The National Strategy Documents
Force Design 2030 justifies bold change by strategic documents such as the National Defense Strategy and the National Security Strategy. The threats and challenges China poses are undeniable. However, there are threats to U.S. interests outside of the Indo-Pacific Region. The latest National Security Strategy dedicates less than 6 of its 47 pages to China. This does not diminish the importance of the China threat, but rather highlights the rest of the challenges the United States faces globally. It sets the stage to debate where the Marine Corps falls in the division of labor and the best role to support the joint force in meeting all the challenges required to sustain a global strategy.
When reviewing where Force Design 2030 began three years ago, it is fair to assess that the Marine Corps embarked on an ambitious plan to close gaps in joint force capabilities in the priority theater. In U.S. Indo-Pacific Command, other services are meeting the demand signals of the combatant commander. However, as the rest of the Joint Force catches up to Force Design 2030, the service must reframe its purpose within the current strategic environment and ask where to serve the national strategy best.
An essential task for the military is to deter and, if necessary, win wars. It is widely accepted that large-scale decisive formations come from the Navy, Army, and Air Force. The Marine Corps traditionally supports naval and land campaigns through amphibious operations while also providing the joint force with an expeditionary force in readiness capable of responding to wide-ranging crises. As the other services turn their attention to the Indo-Pacific, a practical assumption is that conventional deterrence against the pacing threat will improve. One opportunity is for the Marine Corps to mitigate the risk of virtual attrition—the commitment of military power in an auxiliary mission so that it is not in a position to respond to the primary threat—to the joint force in non-priority theaters across the globe.

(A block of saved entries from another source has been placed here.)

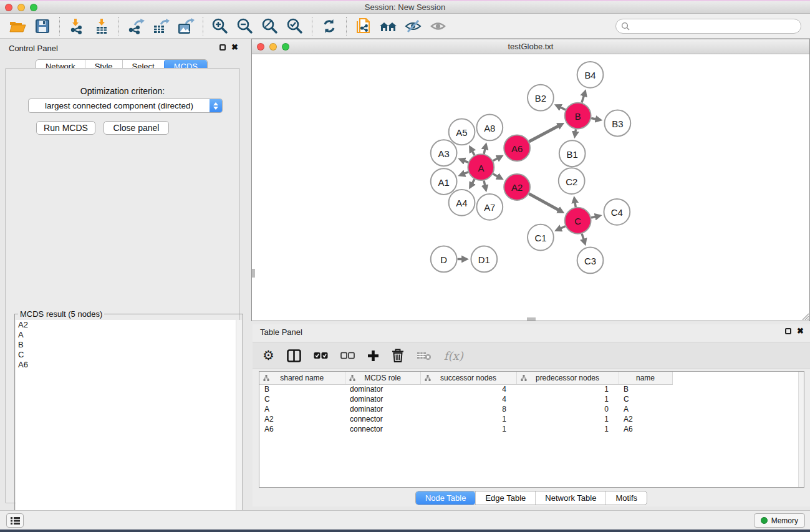 The width and height of the screenshot is (810, 532). What do you see at coordinates (364, 26) in the screenshot?
I see `new-network-from-file-icon` at bounding box center [364, 26].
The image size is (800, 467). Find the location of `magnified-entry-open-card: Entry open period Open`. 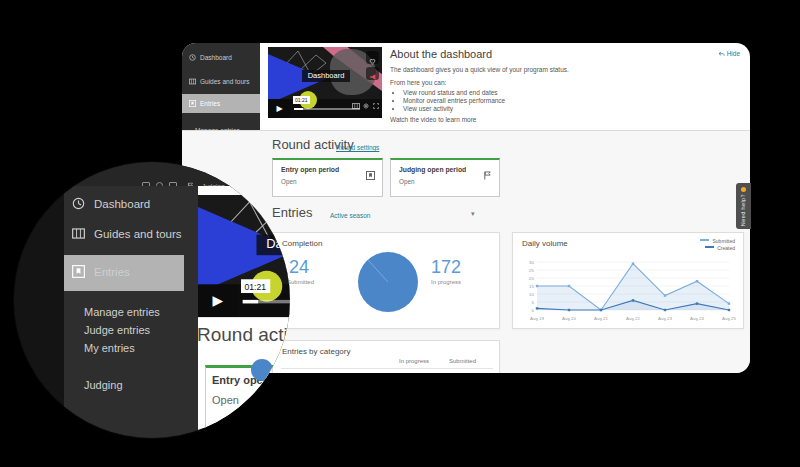

magnified-entry-open-card: Entry open period Open is located at coordinates (242, 402).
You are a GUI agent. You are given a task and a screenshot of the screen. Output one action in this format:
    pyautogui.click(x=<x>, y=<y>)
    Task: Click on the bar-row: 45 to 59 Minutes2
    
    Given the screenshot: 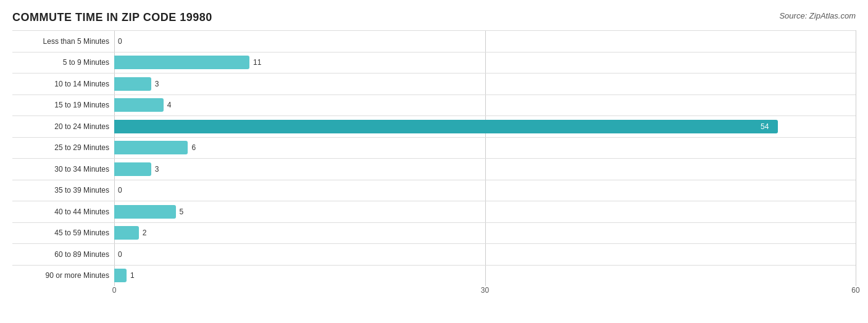 What is the action you would take?
    pyautogui.click(x=434, y=233)
    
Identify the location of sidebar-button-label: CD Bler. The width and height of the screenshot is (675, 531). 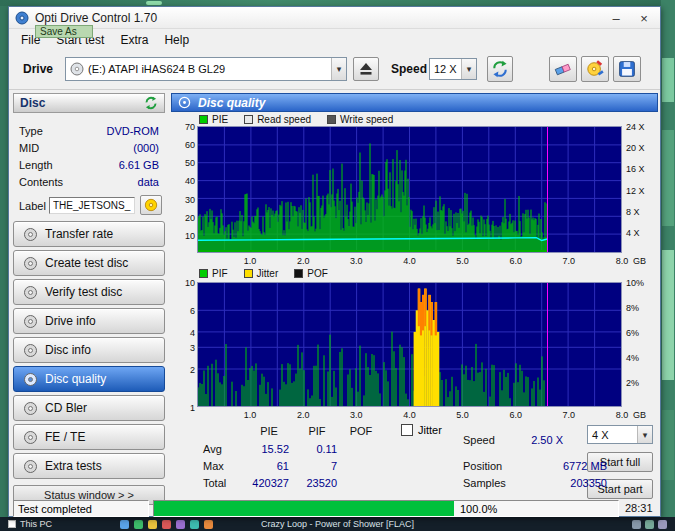
(66, 408).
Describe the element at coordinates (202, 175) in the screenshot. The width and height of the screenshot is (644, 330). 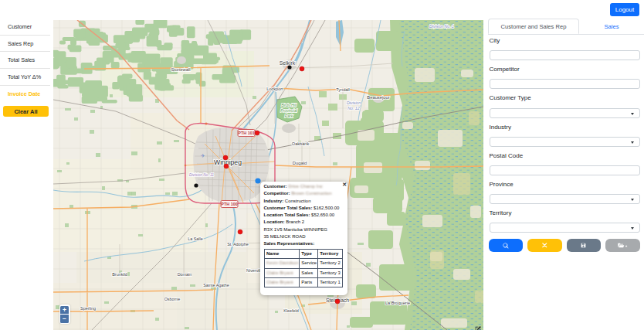
I see `svg-text: Division No. 11` at that location.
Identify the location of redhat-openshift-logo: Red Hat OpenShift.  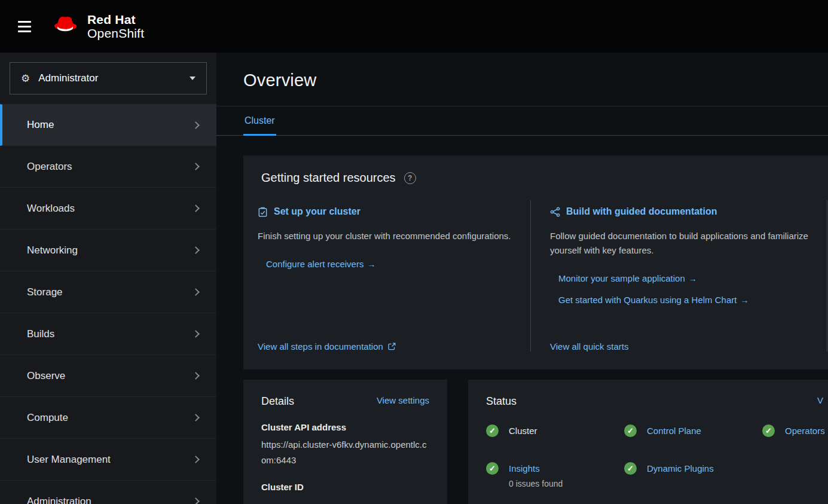
(98, 26).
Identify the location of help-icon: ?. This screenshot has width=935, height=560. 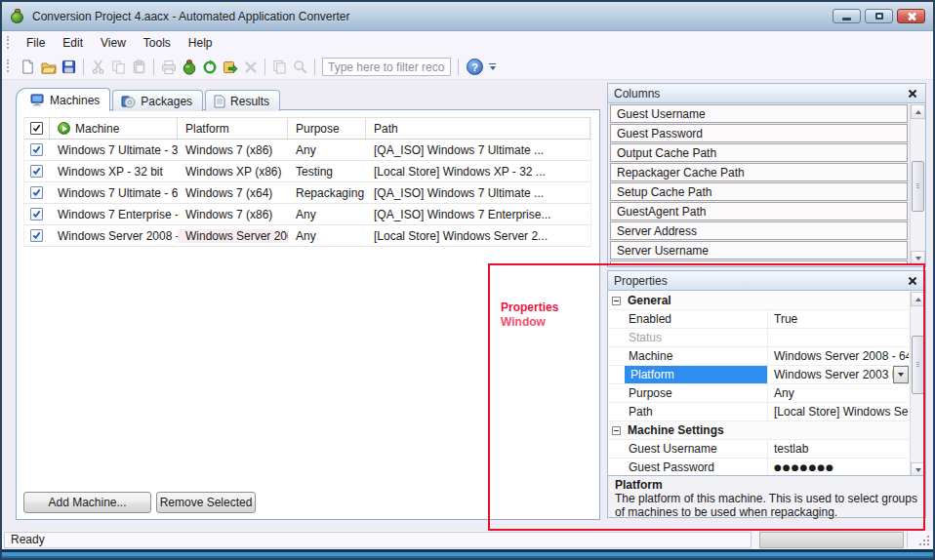
(474, 66).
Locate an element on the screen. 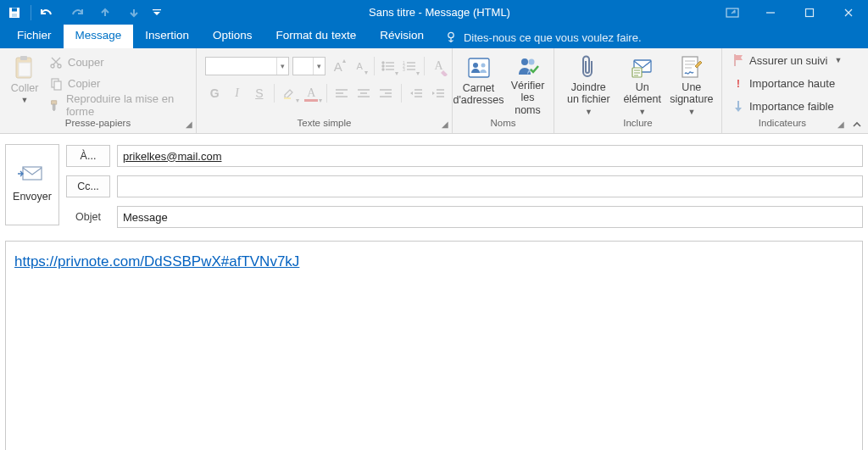 The image size is (868, 450). maximize-button is located at coordinates (810, 12).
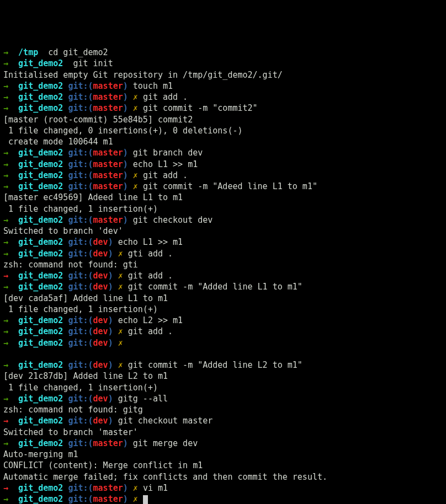 This screenshot has width=446, height=504. What do you see at coordinates (223, 365) in the screenshot?
I see `terminal-line: → git_demo2 git:(dev) ✗ git commit -m "A…` at bounding box center [223, 365].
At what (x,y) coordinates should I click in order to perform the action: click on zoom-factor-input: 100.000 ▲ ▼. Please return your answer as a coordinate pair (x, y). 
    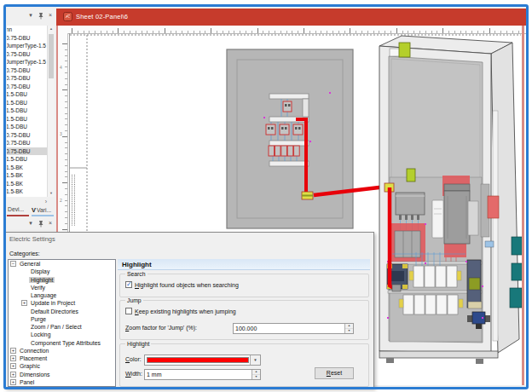
    Looking at the image, I should click on (293, 329).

The Rest of the World Gets a Vote in National Strategy
Overextension in the Middle East has created challenges in thinking about a potential conflict with China. An argument is made that the joint force became decisively engaged in Iraq and Afghanistan, expending finite time and resources on a non-existential threat to U.S. national interest and allowing China to rise to an unmitigated threat. As presidential administrations transitioned in 2008, so too did the strategic calculus, with the administration declaring its intention to shift the military priority from the Middle East to the Indo-Pacific. In December 2011, U.S. forces withdrew from Iraq, and the administration attempted to turn its attention to the growing threat of China in the Indo-Pacific Region. Planners believed Iraq could manage the terrorist threat and allow military capacity devoted to the Middle East to transition to Asia. The strategic assumption in the Middle East appeared valid until the “Arab Spring” of 2011, when the Islamic State in the Levant (ISIL) seized substantial territory in Iraq and Syria. The United States may have believed that military engagement in the Middle East was no longer in its strategic interest. Still, enemies in the Middle East believed that attacking the United States and its allies was in theirs.

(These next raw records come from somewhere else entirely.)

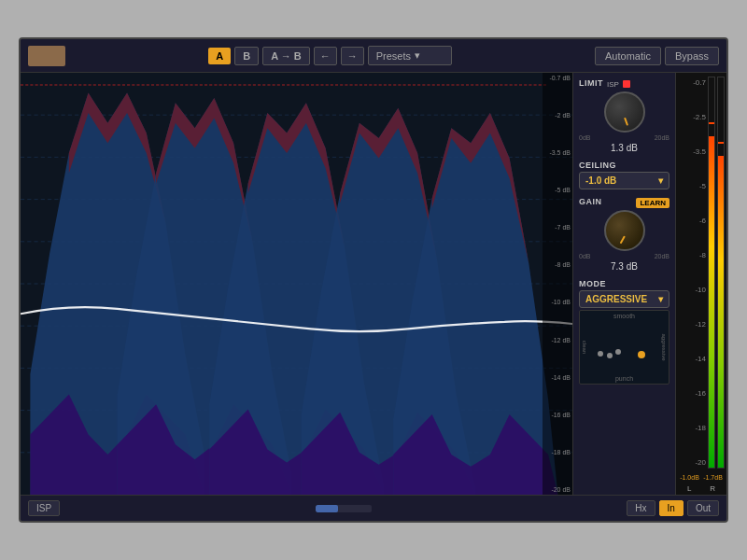 The height and width of the screenshot is (560, 747). Describe the element at coordinates (624, 138) in the screenshot. I see `limit-scale: 0dB 20dB` at that location.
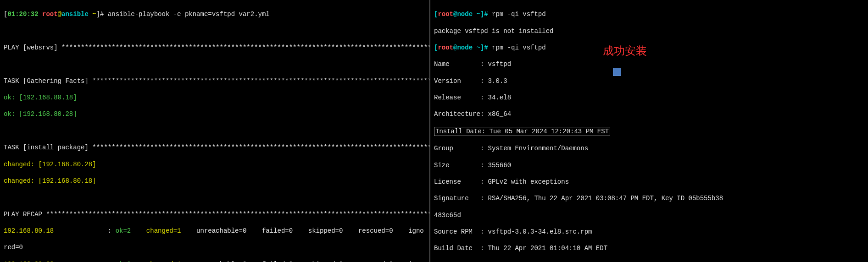 The height and width of the screenshot is (262, 868). I want to click on prompt-line-1: [root@node ~]# rpm -qi vsftpd, so click(649, 14).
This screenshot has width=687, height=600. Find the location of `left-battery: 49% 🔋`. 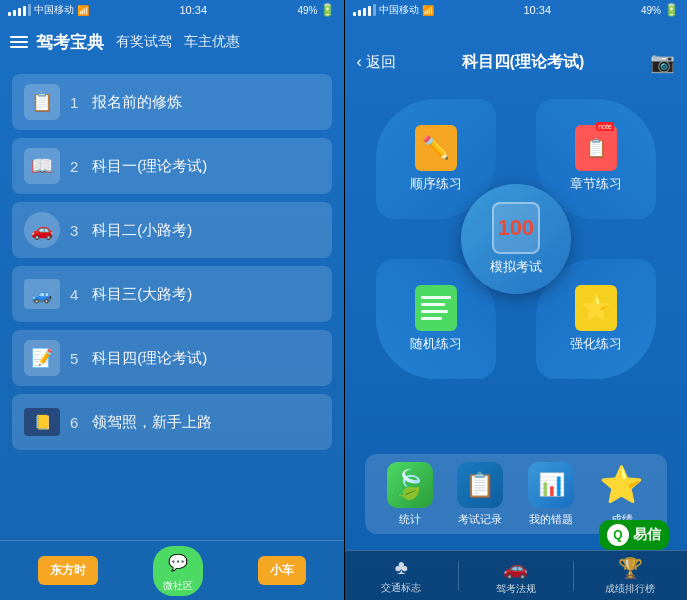

left-battery: 49% 🔋 is located at coordinates (316, 10).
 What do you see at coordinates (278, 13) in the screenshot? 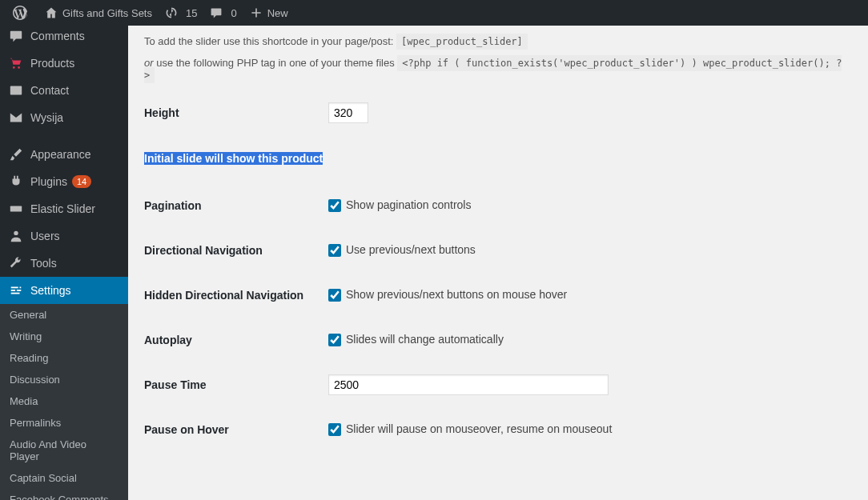
I see `new-label: New` at bounding box center [278, 13].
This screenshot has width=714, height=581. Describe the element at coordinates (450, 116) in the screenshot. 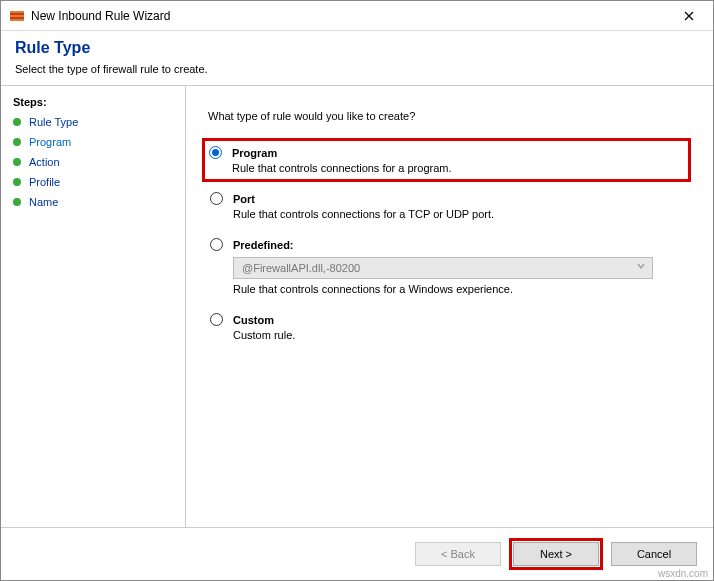

I see `question-text: What type of rule would you like to crea…` at that location.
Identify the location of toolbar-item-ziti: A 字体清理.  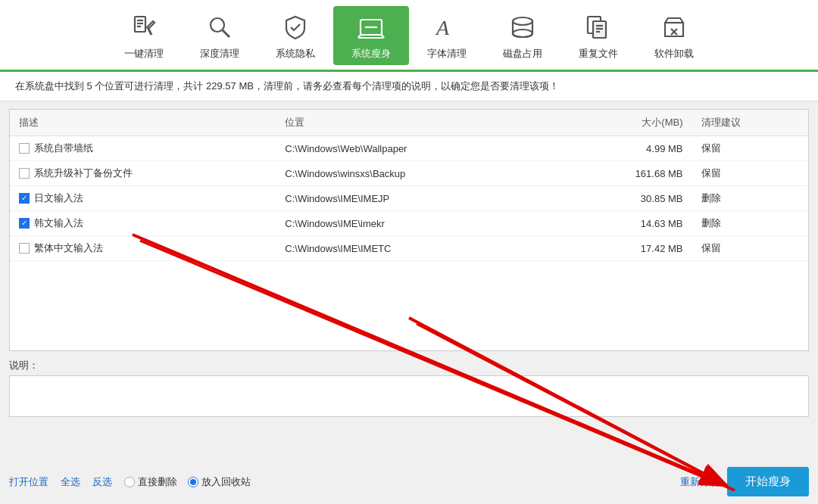
(447, 36).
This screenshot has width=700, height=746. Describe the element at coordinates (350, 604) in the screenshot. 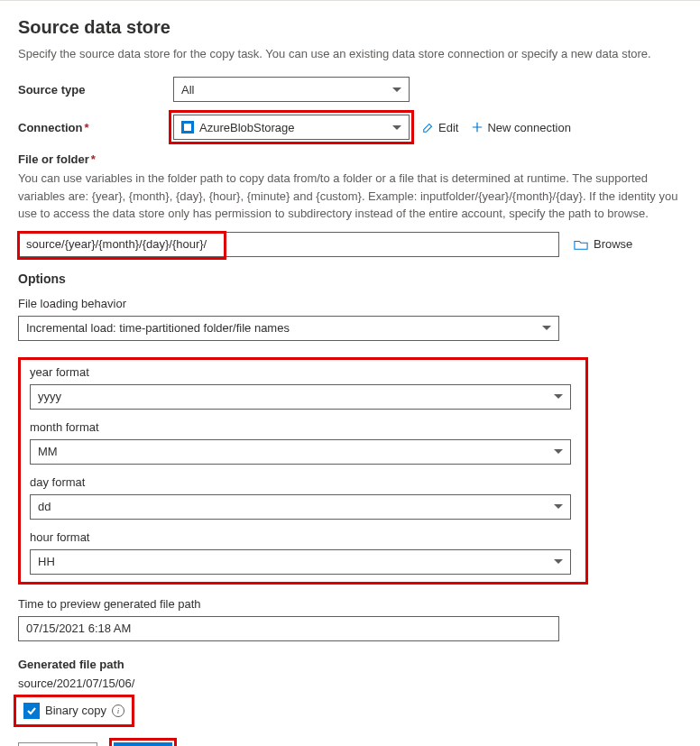

I see `preview-time-label: Time to preview generated file path` at that location.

In On War, Carl von Clausewitz defines tendencies and trinities that dictate a nation-state’s desire or necessity to enter conflict with another state or group. The trinity of the people, the army, and the government describes the interplay of elements that could drive a nation to war. Though the military and government reframed national strategy to pivot to the Indo-Pacific with resources from the Middle East and assessed that ISIL did not pose an existential threat to U.S. national interests to require a military commitment, the people viewed the threat differently. The public largely decided that lone wolf attacks in the West and U.S. homeland were unacceptable and demanded a military response. The joint force returned to Iraq and expanded to Syria to conduct counterterrorism operations and restore the status quo in Baghdad, leading to the commitment of a Combined Joint Task Force under a three-star officer with multiple component commands. Though Operation Inherent Resolve was a tactical and operational success, combat operations cost the coalition $14.3 billion by June 2017, not to include military posture and the opportunity cost in Indo-Pacific operations, activities, and investments.

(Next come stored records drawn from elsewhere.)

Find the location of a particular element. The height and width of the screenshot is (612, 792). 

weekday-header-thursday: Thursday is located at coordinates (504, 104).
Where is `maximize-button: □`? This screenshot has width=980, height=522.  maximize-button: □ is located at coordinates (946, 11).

Following Operation Inherent Resolve, the Marine Corps began its transformation through Force Design 2030. Since its commencement, three major military crises have impacted service-level decision-making, none of which came from China or the Indo-Pacific Region.
First is the evacuation of Afghanistan and the Hamid Karzai International Airport attack in 2021. The Marine Corps deployed two different battalions from separate crisis-response forces to defend the airport and assist in the noncombatant evacuation operation. A suicide attack at the Abbey Gate killed 13 service members and increased the difficulty of the crisis-response operation. One of the major issues contributing to friction during Operation Allies Refuge was overly complicated command relationships. The Marine Corps provides the Joint Force valuable crisis response capabilities through the simplicity and unity of the Marine Air Ground Task Force.
The second event is the war in Ukraine, beginning in February 2022. Though reasons continue to be debated, the failure of conventional deterrence in Eastern Europe continues to attrite U.S. and allied materiel and readiness for potential conflict against China because of the Presidential Drawdown Authority to support NATO interests in the conflict. The commitment of U.S. military equipment and security assistance exceeds $46.6 billion, and places stress on stockpiles needed for potential war and contingency operations.
The third major event is the noncombatant evacuation of the U.S. Embassy in Sudan. Here, the Marine Corps could not deploy in its traditional role because of a lack of available amphibious ships and forward-deployed crisis response forces, leading to the U.S. Special Operations Command completing the mission.
These three incidents and Operation Inherent Resolve demonstrate that significant challenges exist outside of the western Pacific. When crises or threats emerge, the joint force will inevitably respond. The questions the Marine Corps must ask itself is who is the best to respond to a crisis outside of the priority theater and what best achieves a conventional deterrent in theater against Chinese aggression.
Should the Marine Corps Reframe Service-Level Strategy?
The Marine Corps met the needs and strategic direction outlined by the President and by initiating Force Design 2030. Other services will continue to address the demand signals the combatant commanders set, leading to a better posture and possible deterrent toward the pacing threat. As strategic risk continues to grow, the Marine Corps must assess where it best serves national strategy globally. The service will still need to adequately support the U.S. Indo-Pacific Command, as it will remain the priority theater for the foreseeable future. However, if risk is minimized in the Indo-Pacific Region with increased resources and attention, it can increase elsewhere. Planners and leaders must account for the risk to mission in the Indo-Pacific region if significant force structure or resources from decisive formations are diverted to the strategic periphery.
As the Marine Corps continues its transformation, it should account for the inevitable crises that will emerge in lower priority theaters. The addition of Marine littoral regiments, stand-in-forces, expeditionary advanced bases, and other emerging capabilities will no doubt be valuable in a conflict with China. By preventing virtual attrition to decisive forces postured or aligned to the Indo-Pacific, the United States may be more capable of sustaining a conventional deterrent against the pacing threat. General Berger’s acknowledgment of the delicate balance between force design and an expeditionary force in readiness still holds. As transformation under Force Design 2030 progresses, it is the responsibility of planners and leaders to assess the best value of the service in support of global strategy and how to weigh the 38th Commandant’s scale.